Hi,I think I have found a serious bug on Graph.modular_decomposition. Clearly, a graph is prime if and only if its complement is so. Nevertheless:
sage: P = Graph('Dl_')
sage: P.is_prime()
True
sage: P.complement().is_prime()
FalseThis behaviour seems to derive from Graph.modular_decomposition. Look:
sage: P.modular_decomposition()
('Prime', [2, 0, 4, 1, 3])
sage: P.complement().modular_decomposition()
('Prime', [('Serie', [3, 1]), 4, 0, 2])This is not the only example where you can observe this behavior. To generate easily many examples try, for instance:
sage: for g in graphs(7):
....: if g.is_prime() and not g.complement().is_prime():
....: g.graph6_string()
....:
'Fl_K?'
'FlGK?'
'FlSK?'
'FnsK?'
'Fl[K?'
'FheL?'
'FlUL?'
'F|UL?'
'Fl]L?'
'FlsKG'
'FlUKG'
'FluKG'
'FnV[G'
'FlT[G'
'F|tkG'
'Fl]KG'
'Fl[KW'
'Fn|KG'
'Fn|kG'
'F|LLG'
'FnnLG'
'Flg[?'
'F|g[?'
'Fli[?'
'Flg{?'
'Fn{[?'
'Fn}[?'
'FzN{?'
'F~H[?'Best regards,
Paulo
Oh. Well, perhaps you need to do something like "touch modular_decomposition.pyx" when you are in the sage/graphs/modular_decomposition folder. Then run "sage -b". modular_decomposition.pyx is the actual Sage code, that depends on the .c file you modified. It should be enough. Tell me how it goes !! I will keep this thread updated about the fix.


**Your instructions:** Leave the pictures aside and copy all the data exactly.

**Dataset records:**
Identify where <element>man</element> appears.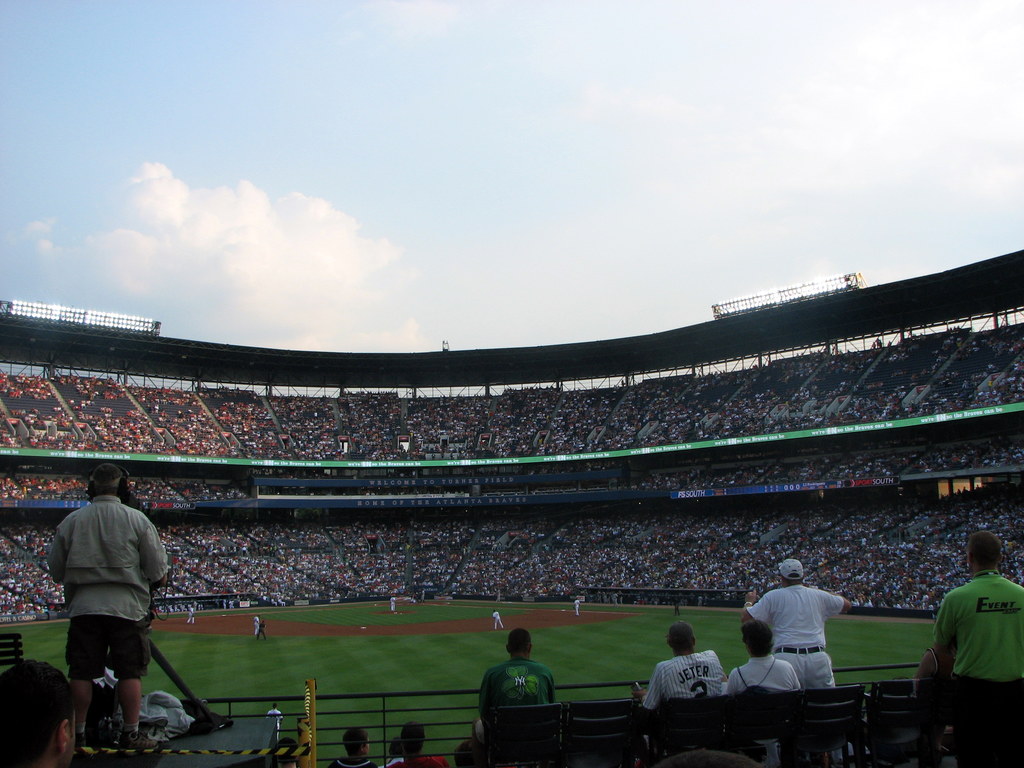
Appears at <region>266, 699, 285, 740</region>.
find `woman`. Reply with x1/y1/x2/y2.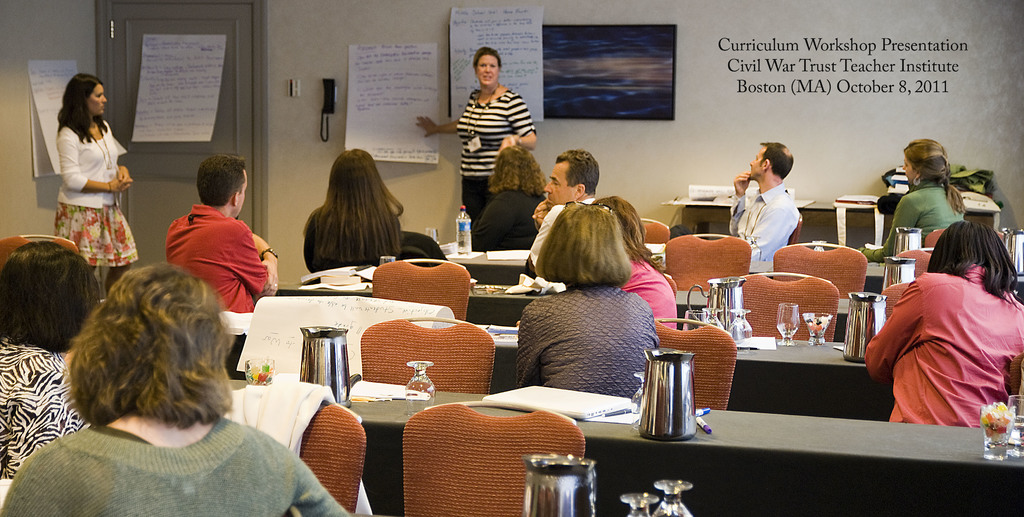
302/147/410/270.
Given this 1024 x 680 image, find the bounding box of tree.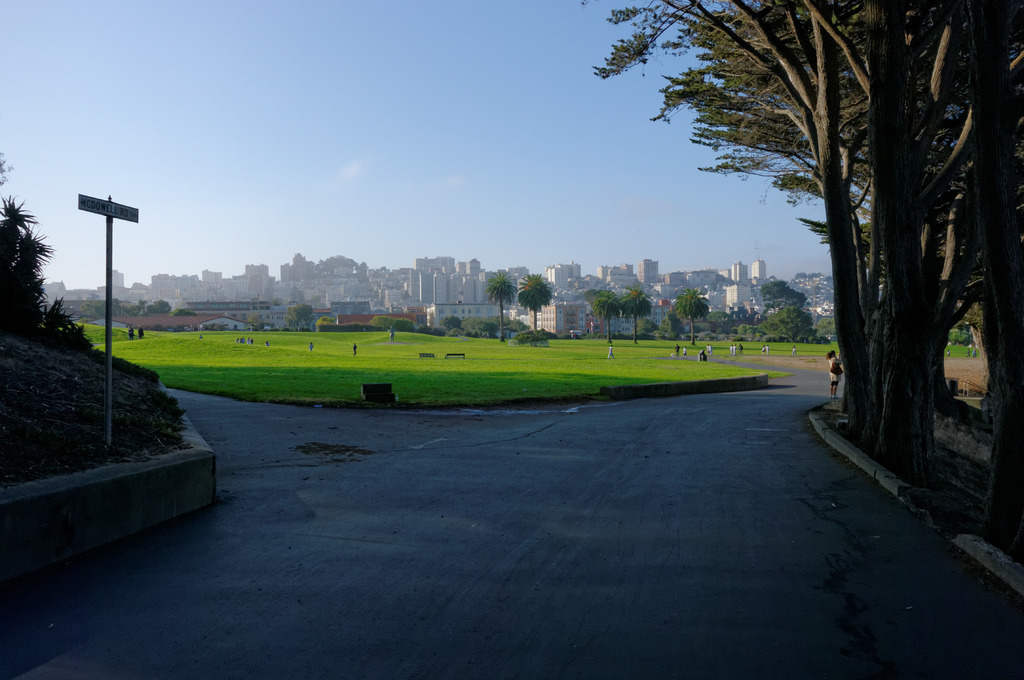
286:302:314:338.
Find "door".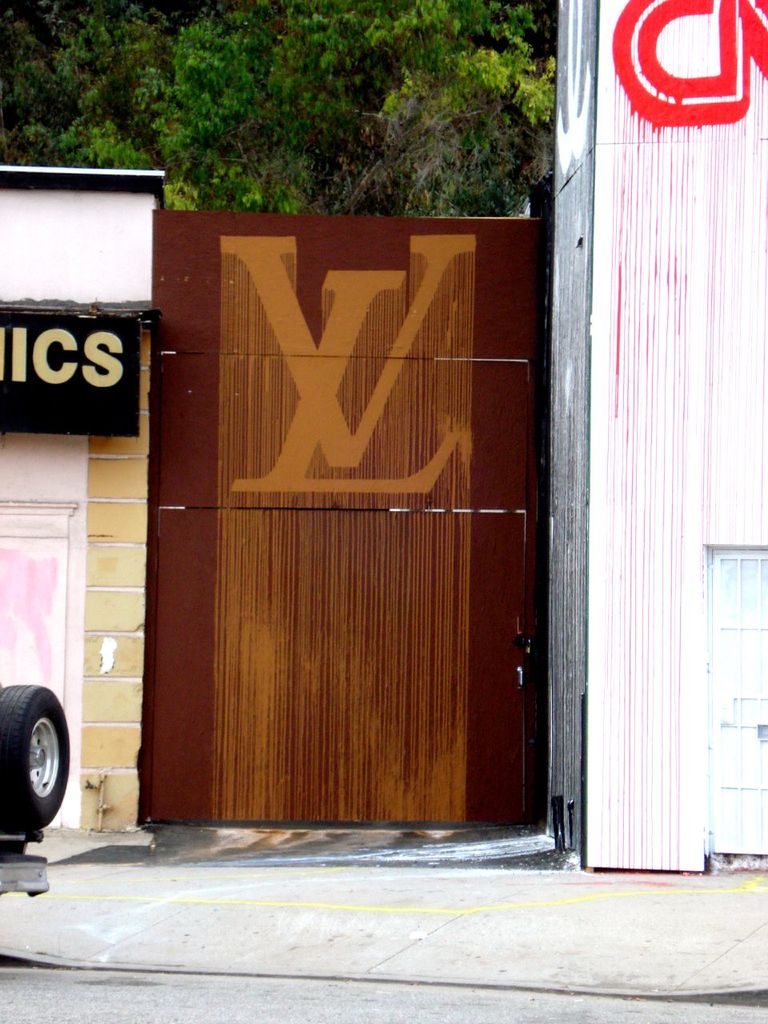
(133,201,546,821).
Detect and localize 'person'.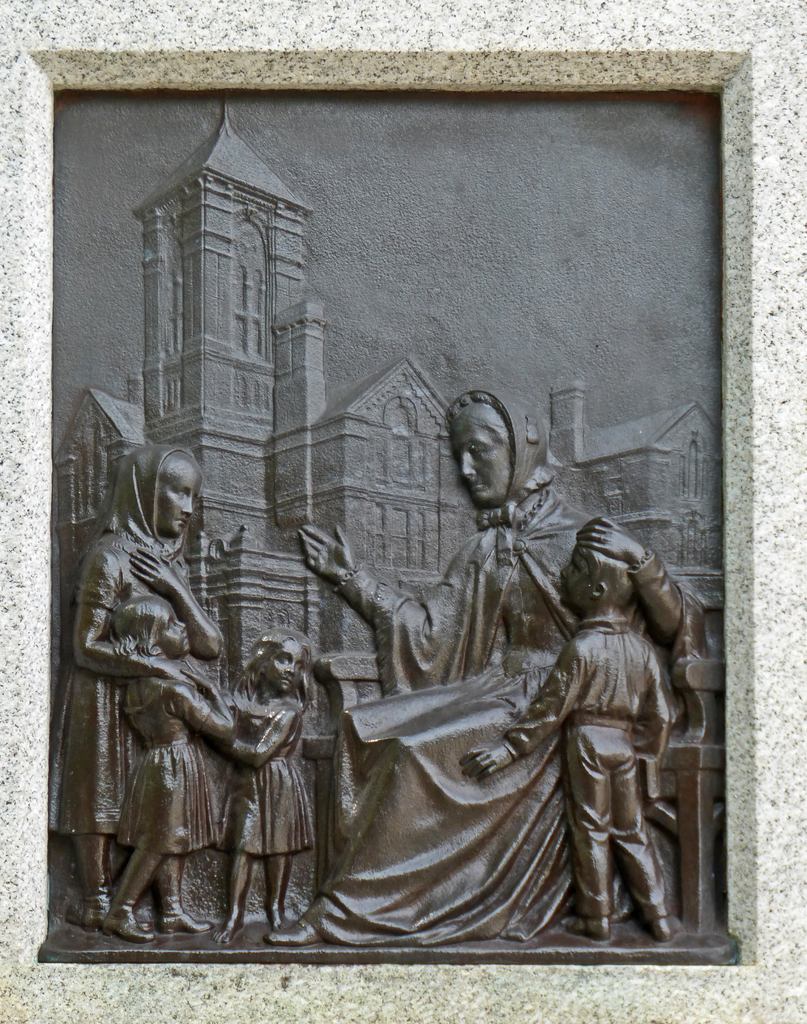
Localized at crop(186, 622, 319, 940).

**Result:**
Identify where <element>man</element> appears.
Appears at <region>266, 699, 285, 740</region>.
find `woman`. Reply with x1/y1/x2/y2.
302/147/410/270.
Given this 1024 x 680 image, find the bounding box of tree.
286:302:314:338.
Find "door".
(133,201,546,821).
Detect and localize 'person'.
Localized at crop(186, 622, 319, 940).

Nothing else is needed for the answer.